A logical consequence is that people who might otherwise conduct at-home tests could opt against it and proceed not knowing if they might have tested positive for the virus.

There are many reasons the reality of rapid testing elsewhere hasn't become reality here, as The Washington Post and ProPublica have detailed. Psaki pointed to some perhaps-valid ones on Monday, including the relatively few rapid at-home tests that have been approved by the Food and Drug Administration.

"Every country is going to do that differently," she said. "And I was just noting that, again, our tests go through the FDA approval process. That's not the same process that - it doesn't work that way in every single country."

Psaki added that "we have eight tests that have been approved by the FDA here. We see that as the gold standard. Whether all of those tests [in other countries] would meet that standard is a question for the scientists and medical experts, but I don't suspect they would."

That fewer number of approved tests also results in fewer available tests, especially as supply chains struggle to keep up. In September, the administration announced a plan to spend $2 billion to send 280 million rapid tests to a range of facilities. Even at the time, though, this meant about one test per American - the number Psaki suggests might be available to hypothetically send to every American today.

The United States isn't alone in its slower rollout of rapid testing; Australia approved its first rapid at-home tests just a couple months ago. And they became available only in recent weeks - at similar costs as in the United States. (That's before our new reimbursement plan, which is slated to begin in January but isn't available to everyone, including those on Medicare and Medicaid. It's estimated to cover roughly 150 million people.)

There are also certainly drawbacks to less-reliable tests, in that they might give people a false sense of security or might deliver false positives that disrupt people's lives unnecessarily. And there have been problems in countries like Germany that have deployed widely available and free testing, including allegations of embezzlement and incorrectly administered tests.

But the disconnect between the United States and some other similarly situated countries on this front remains something that cuts against the promises of the Biden presidency and raises very real questions about its ability to deliver a steady response. Biden has hailed expanded and readily available testing as a crucial element of that response.

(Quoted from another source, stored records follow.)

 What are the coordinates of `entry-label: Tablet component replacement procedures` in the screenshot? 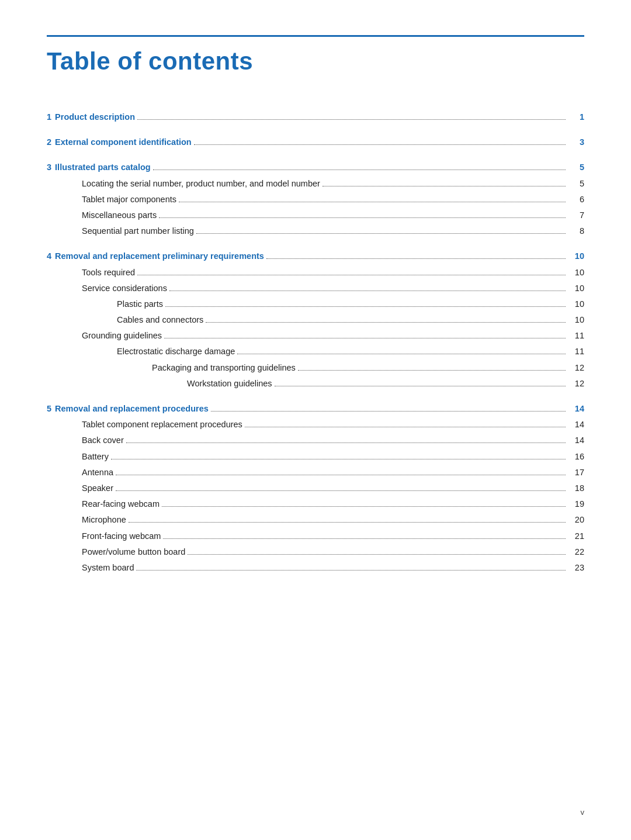 It's located at (162, 424).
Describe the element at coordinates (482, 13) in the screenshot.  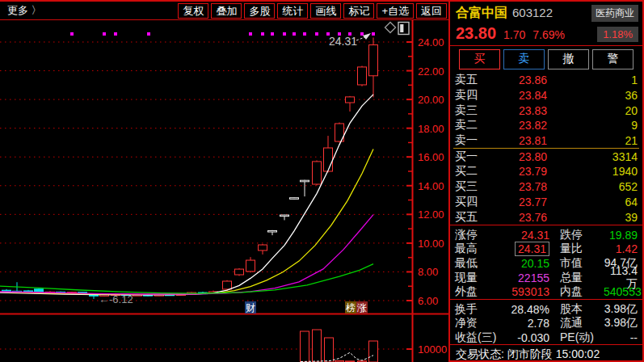
I see `stock-name: 合富中国` at that location.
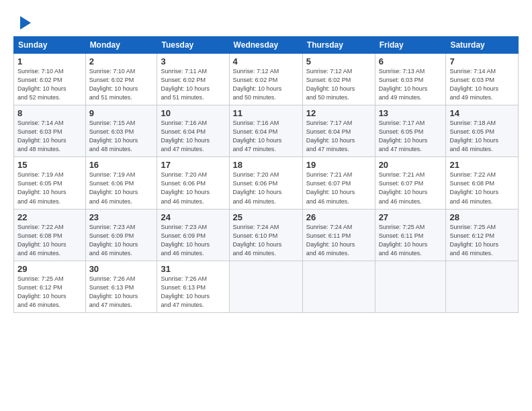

In October 2020, at the tail end of the presidential campaign, Biden said that we needed "faster, cheaper screening tests that you could take right at home or in school. Look, what we have right now isn't anywhere near good enough."

Even as recently as September, Biden said, "From the start, America has failed to do enough covid-19 testing."

It wasn't clear whether he meant lump in today with the period in which "America has failed" on the testing front. But Psaki's answer Monday reinforced that these questions about rapid at-home testing and the intermittent steps being taken to further the effort are increasingly difficult to answer when compared with other parts of the world, which Liasson mentioned in her question and which many health experts cited when criticizing Psaki's response.

There is no question that the testing regime under Biden's predecessor merited plenty of skepticism. Trump even suggested repeatedly that there should be less testing, which he clearly worried made his pandemic performance look bad. His own adviser Deborah Birx recently testified that this indeed led to less testing are a crucial juncture.

But just being better than one's predecessor on a given issue isn't the standard for presidents. And this is an issue that continues to severely test the Biden administration, as it effectively conceded Monday.